Compyl Secures $12M Series A

Compyl just locked in a $12 million Series A round to ramp up its AI-driven Governance, Risk and Compliance platform, answering the call from security teams overwhelmed by data silos, manual processes, and staffing shortages. The funding was led by Venture Guides, with support from returning backers including Contour Venture Partners and Armory Square Ventures.

Compyl Secures $12M Series A

Founded in 2020 by former CISOs and security veterans, Compyl has been doubling its customer base annually and racking up triple-digit ARR growth. With this new capital, the company plans to scale its go-to-market efforts, grow its team, and push further into AI-supported innovation.
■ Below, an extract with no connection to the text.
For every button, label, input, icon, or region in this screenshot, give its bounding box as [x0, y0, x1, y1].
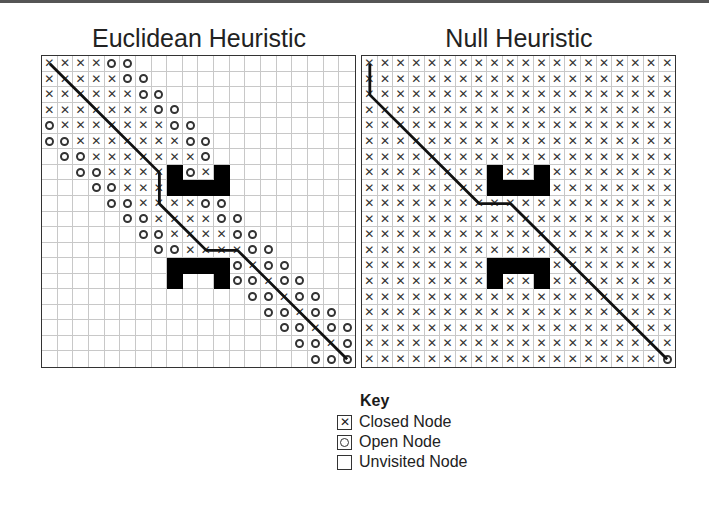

Anton Simunovic of Venture Guides is joining Compyl’s board of directors.

For security teams drowning in fragmented tools, Compyl offers a modular, flexible system that replaces rigid, manual GRC frameworks. It gives organizations real-time dashboards, context-aware alerts, and automated security benchmark checks—without needing custom development or extra IT overhead.

A major driver for adoption is staffing gaps across the cybersecurity world. According to ISACA, 57% of security professionals say their teams are understaffed, and 41% say time is the biggest hurdle in conducting annual cyber risk assessments. Compyl’s platform is designed to eliminate that drag by continuously monitoring compliance and surfacing hidden risks without the manual grind.

“Compyl’s approach reflects the future of Digital Risk & Digital Resilience—unifying enterprise data, automating best practices, and delivering early, contextual insights. It enables organizations to move beyond rigid, reactive processes and deliver more agile and efficient Digital Trust programs,” said Michael Rasmussen, GRC Analyst & Pundit, GRC 20/20 Research.

Compyl’s investors are betting that real-time, AI-supported GRC is where the market is headed—especially as mid-sized enterprises juggle growing compliance burdens, tighter audits, and expanding vendor ecosystems. The funding comes as several cybersecurity startups continue to attract capital despite broader VC market pullbacks.